June 18, 2012
There’s no quicker way to learn the unspoken, de facto standard components of an API than to write a compatible replacement for an old implementation. I was reminded of this recently while tracking down an issue with Riak’s MapReduce APIs.
It has now been over a year since Riak Pipe was announced, and nearly nine months since it was released with Riak to take over MapReduce processing. The compatibility layer we wrote to run Riak MapReduce jobs on Riak Pipe accepts the same query specification, provides the same data to the same processing functions, and produces output formatted in the same manner as the previous system … unless you consider the number of results in each message to be part of the format.

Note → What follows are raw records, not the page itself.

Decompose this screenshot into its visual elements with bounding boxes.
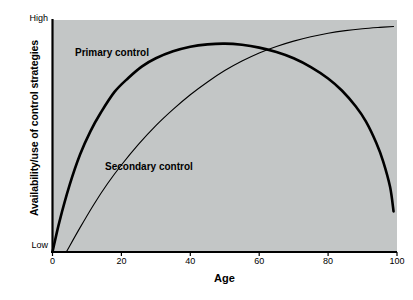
series-label-secondary-control: Secondary control [105, 161, 193, 172]
series-label-primary-control: Primary control [75, 47, 149, 58]
x-axis-title: Age [52, 272, 397, 284]
x-axis-tick-label: 20 [106, 256, 136, 266]
x-axis-tick-label: 40 [175, 256, 205, 266]
x-axis-tick-label: 80 [313, 256, 343, 266]
plot-area [0, 0, 413, 300]
x-axis-tick-label: 100 [382, 256, 412, 266]
x-axis-tick-label: 0 [38, 256, 68, 266]
x-axis-tick-label: 60 [244, 256, 274, 266]
chart-figure: Availability/use of control strategies H… [0, 0, 413, 300]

The format of each message in the external streaming format is a list of one or more results, marked by which phase produced them. Riak Pipe took full advantage of this for its naive first pass at compatibility: it put one result in each message. The system it replaced, though, chose to always deliver the entirety of a reduce result in one message, and also chose to batch map results into chunks of 100.
Consuming these two correctly is no different: just accumulate all the results into bins for each phase. When time and space are concerned, however, the manner in which that binning is done makes all the difference in the world.
To wit: in a world where all reduce results are delivered in one go and map results are delivered in batches of 100, binning with orddict:append_list/3
, an O(MN)* operation (M = messages, N = results), is not horrible, because M is usually small. But, in a world where each map or reduce result is delivered as its own message, M is equal to N, meaning we’re dealing with an O(N^2) operation, 100 to N times more expensive. Growing in time and space (garbage production) at the square of the size of your input is not a solution fit for large amounts of data.
A couple of quick fixes in the 1.2 release have shrunk the growth factor back down to O(N) for the Erlang Protocol Buffers client library. Similar fixes have improved the same situation in the HTTP interface as well. Or, in simpler terms, Riak’s 1.2 release speeds up non-streamed MapReduce results by leaps and bounds.
We’ve been quite happy with the Riak Pipe implementation of Riak’s MapReduce system from usability and debugging standpoints. With all of the improvements we’ve made in the last year, and the few that we have planned for the next major release after 1.2 (delivery of multiple results per message, for example), we feel confident in deprecating the previous, “legacy” system in 1.2, in preparation for removing it entirely in the following release. Transitioning to exclusively Riak Pipe for MapReduce will clean up the codebase, simplifying maintenance and make way for future growth.